A night out with Chrissy Teigen

Credit: AN RONG XU

Credit: AN RONG XU

As she sauntered along Mulberry Street during the Feast of San Gennaro last month, Chrissy Teigen paused to sample a heaping platter of funnel cakes from one of the myriad food stalls.

“Oh, that’s John Legend’s wife,” the vendor murmured to his colleague inside, just audibly enough to rile her.

Teigen shot back with a chilly smile: “Guys, you’re talking about me like I’m not here. I’m right here.” (Teigen added an expletive for good measure.)

Here, there and everywhere, it seems. She has parlayed her status as a Sports Illustrated cover model and, yes, the bracingly irreverent wife of a singing star into that of a pop culture fixture.

A natural comic, she is a voluble and engaging presence on Twitter, Instagram and her food blog, So Delushious, which is punctuated with profanity-larded recipes and, on occasion, a naked selfie.

Along with LL Cool J, she hosts “Lip Sync Battle” on Spike, mugging shamelessly as she mouths the words to standards and pop tunes. She is also a regular contributor to TMZ, MTV and VH1, among others, and only last week spoke candidly on E! News and “FABLife,” her new show, about her struggle to conceive, her comments picked up on People.com.

She has certainly had a hand in the success of the “FABLife,” the ABC daytime round table moderated by Tyra Banks, on which Teigen prepares dishes from her Thai mother’s kitchen. The show, according to Nielsen, has been a hit around the country.

Teigen was very much on view at the San Gennaro feast, a rangy, apple-cheeked magnet to passers-by. She had made sure that she would be, wearing a cream-colored Antonio Berardi tunic over the briefest frayed denim shorts and thigh-clutching Altuzarra boots. She toted, she imparted knowingly, “my Faye bag — it’s Chloé.”

“I was debating a leather jacket, but the heat nixed it,” she said over a lemonade as she settled at a corner table at Seamore’s, the thrumming seafood restaurant on Broome Street. Almost instantly, the procession caught her eye.

“Oh, here’s the saint,” she said breathlessly, as San Gennaro’s painted effigy passed. “The last time I saw him, people were throwing money.”

The festival and Little Italy itself captivate the 29-year-old Teigen, who lives in its cacophonous heart. “In the summer this place looks like the Jersey Shore: all tans and flip-flops,” she said. “I like the excitement, people buying things, the fried Twinkies and doughnuts.

“I’m like a kid who comes to an amusement park. All that’s missing is a petting zoo.”

Her real-life petting zoo consists of the bulldogs she shares with Legend, which turn up routinely on her Instagram account. “Before a dog in bed gets you all riled up, just know that we stink equally,” read one recent post. Such unfiltered remarks bolster her reputation as outspoken and refreshingly real.

An earlier post, a raw-looking snapshot of her thighs, bluntly captioned, “Bruises from bumping kitchen drawer handles for a week. Stretchies say hi!” was even more instrumental in building her rabidly loyal female following.

On the street, just the same, Teigen attracts low whistles and catcalls. “It’s so weird to hear, like, ‘baby,’ from a man,” she said, perhaps a bit naively. “I’ve just never been that girl.”

Female viewers are the target audience for “FABLife.” As the show’s food stylist, Teigen shares the spotlight with Banks and Joe Zee of Yahoo Style, who weighs in each day as the fashion pundit.

Female viewers will be the likely target as well for “Ordinary People,” a romantic comedy being produced by Teigen and Legend for ABC. The show will have musical elements inspired loosely by the couple’s relationship.

Such a roster of commitments leaves little time for modeling. Not that Teigen — who has had stints as a catalog girl and, at the more lustrous end of the business, assignments for W magazine — is wringing her hands.

“Modeling was never a passion,” she said. “I don’t like the constant fittings. The hair and makeup takes 20 times longer than the shoot.”

“I find myself dreading it,” she added. “For a week before any shoot, I would wake up and count the days. Besides, you can’t love food as much as I do and then be looking at pictures of yourself.”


* TASK GOAL: Go through the data and copy every line in which "Neighborhood" appears.

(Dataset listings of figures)

◇ ◇ ◇ ◇

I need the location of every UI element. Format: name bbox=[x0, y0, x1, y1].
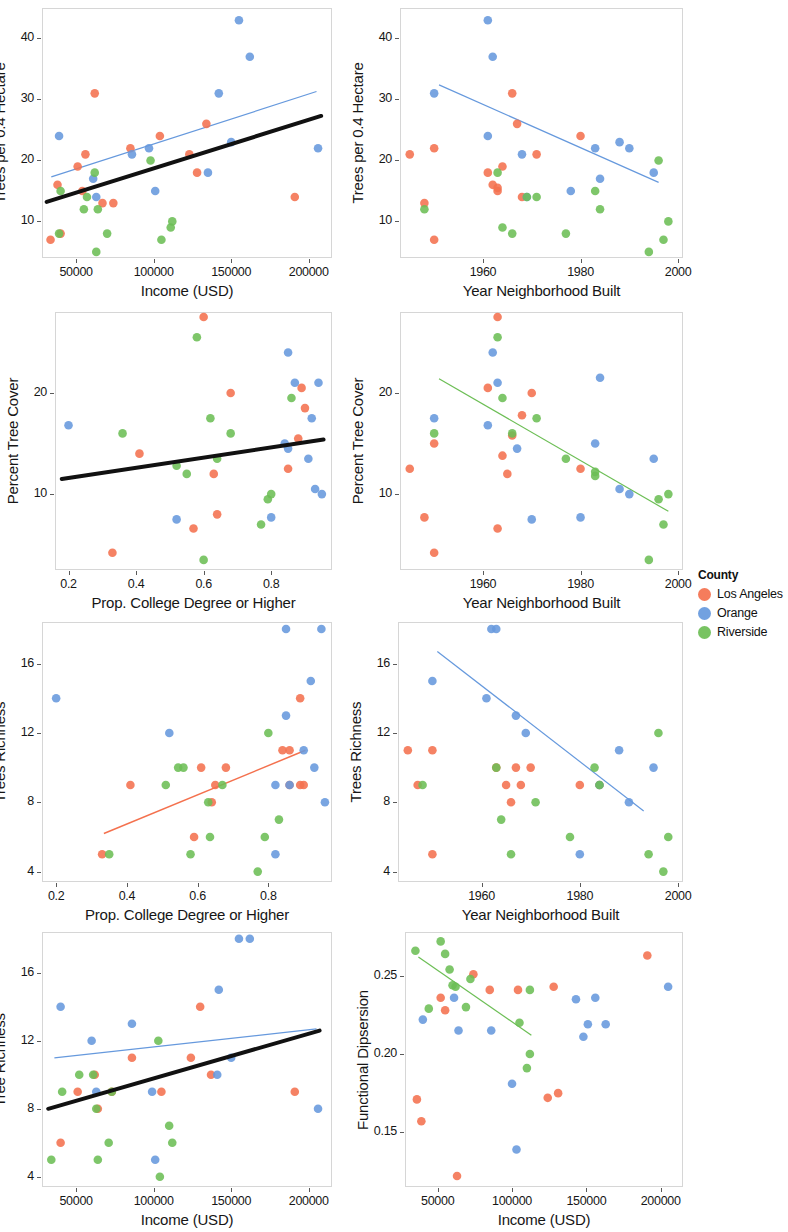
data-point bbox=[151, 1156, 160, 1165]
data-point bbox=[508, 89, 517, 98]
y-tick-label: 16 bbox=[377, 656, 390, 670]
trend-line-orange bbox=[51, 92, 316, 177]
data-point bbox=[56, 229, 65, 238]
data-point bbox=[448, 981, 457, 990]
data-point bbox=[484, 384, 493, 393]
data-point bbox=[420, 205, 429, 214]
data-point bbox=[532, 150, 541, 159]
y-tick-label: 40 bbox=[379, 30, 392, 44]
x-tick-mark bbox=[678, 571, 679, 575]
data-point bbox=[526, 763, 535, 772]
data-point bbox=[185, 150, 194, 159]
data-point bbox=[235, 935, 244, 944]
data-point bbox=[428, 746, 437, 755]
y-tick-label: 4 bbox=[27, 864, 34, 878]
x-tick-label: 0.4 bbox=[91, 577, 181, 591]
data-point bbox=[213, 510, 222, 519]
data-point bbox=[126, 781, 135, 790]
data-point bbox=[562, 454, 571, 463]
y-tick-label: 20 bbox=[379, 152, 392, 166]
x-tick-label: 100000 bbox=[109, 1194, 199, 1208]
x-tick-label: 0.6 bbox=[159, 577, 249, 591]
data-point bbox=[92, 248, 101, 257]
data-point bbox=[595, 781, 604, 790]
x-axis-label: Year Neighborhood Built bbox=[360, 282, 723, 299]
x-tick-label: 0.8 bbox=[226, 577, 316, 591]
data-point bbox=[296, 694, 305, 703]
trend-line-orange bbox=[437, 651, 643, 810]
x-tick-mark bbox=[483, 571, 484, 575]
data-point bbox=[81, 150, 90, 159]
data-point bbox=[549, 982, 558, 991]
data-point bbox=[531, 798, 540, 807]
y-axis-label: Tree Richness bbox=[0, 1013, 8, 1107]
data-point bbox=[532, 193, 541, 202]
data-point bbox=[405, 465, 414, 474]
data-point bbox=[591, 993, 600, 1002]
data-point bbox=[253, 867, 262, 876]
data-point bbox=[454, 1026, 463, 1035]
y-tick-label: 10 bbox=[21, 213, 34, 227]
data-point bbox=[226, 389, 235, 398]
data-point bbox=[492, 763, 501, 772]
y-tick-label: 4 bbox=[383, 864, 390, 878]
data-point bbox=[148, 1088, 157, 1097]
data-point bbox=[566, 833, 575, 842]
data-point bbox=[488, 348, 497, 357]
data-point bbox=[214, 986, 223, 995]
x-tick-label: 1960 bbox=[438, 265, 528, 279]
x-tick-mark bbox=[231, 1188, 232, 1192]
data-point bbox=[649, 168, 658, 177]
x-axis-label: Income (USD) bbox=[365, 1211, 723, 1228]
x-tick-label: 100000 bbox=[109, 265, 199, 279]
data-point bbox=[257, 520, 266, 529]
data-point bbox=[523, 193, 532, 202]
x-tick-label: 150000 bbox=[186, 1194, 276, 1208]
data-point bbox=[413, 781, 422, 790]
x-tick-mark bbox=[581, 259, 582, 263]
data-point bbox=[103, 229, 112, 238]
data-point bbox=[53, 181, 62, 190]
data-point bbox=[92, 1105, 101, 1114]
x-tick-label: 150000 bbox=[541, 1194, 631, 1208]
data-layer bbox=[0, 0, 788, 1232]
data-point bbox=[278, 746, 287, 755]
y-tick-label: 12 bbox=[21, 725, 34, 739]
y-tick-label: 0.20 bbox=[374, 1046, 397, 1060]
legend-color-swatch bbox=[698, 588, 711, 601]
data-point bbox=[318, 490, 327, 499]
data-point bbox=[562, 229, 571, 238]
y-tick-mark bbox=[395, 393, 399, 394]
data-point bbox=[193, 333, 202, 342]
data-point bbox=[405, 150, 414, 159]
y-axis-label: Percent Tree Cover bbox=[349, 378, 366, 504]
data-point bbox=[543, 1094, 552, 1103]
plot-area bbox=[55, 312, 332, 570]
data-point bbox=[235, 16, 244, 25]
x-axis-label: Year Neighborhood Built bbox=[360, 594, 723, 611]
chart-panel-p3: 10200.20.40.60.8Prop. College Degree or … bbox=[0, 0, 788, 1232]
data-point bbox=[52, 694, 61, 703]
data-point bbox=[211, 781, 220, 790]
y-tick-label: 30 bbox=[379, 91, 392, 105]
y-tick-mark bbox=[37, 1109, 41, 1110]
data-point bbox=[521, 729, 530, 738]
x-tick-mark bbox=[204, 571, 205, 575]
data-point bbox=[664, 217, 673, 226]
data-point bbox=[507, 850, 516, 859]
y-tick-label: 30 bbox=[21, 91, 34, 105]
data-point bbox=[508, 431, 517, 440]
data-point bbox=[187, 1054, 196, 1063]
plot-area bbox=[400, 8, 683, 258]
data-point bbox=[284, 444, 293, 453]
y-tick-mark bbox=[37, 733, 41, 734]
y-tick-mark bbox=[37, 1177, 41, 1178]
data-point bbox=[301, 404, 310, 413]
data-point bbox=[493, 313, 502, 322]
data-point bbox=[430, 235, 439, 244]
x-tick-label: 1980 bbox=[536, 577, 626, 591]
data-point bbox=[654, 156, 663, 165]
y-tick-mark bbox=[393, 802, 397, 803]
y-tick-label: 8 bbox=[383, 794, 390, 808]
data-point bbox=[643, 951, 652, 960]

◇ ◇ ◇ ◇

* ANSWER SPACE:
x-axis-label: Year Neighborhood Built bbox=[360, 282, 723, 299]
x-axis-label: Year Neighborhood Built bbox=[360, 594, 723, 611]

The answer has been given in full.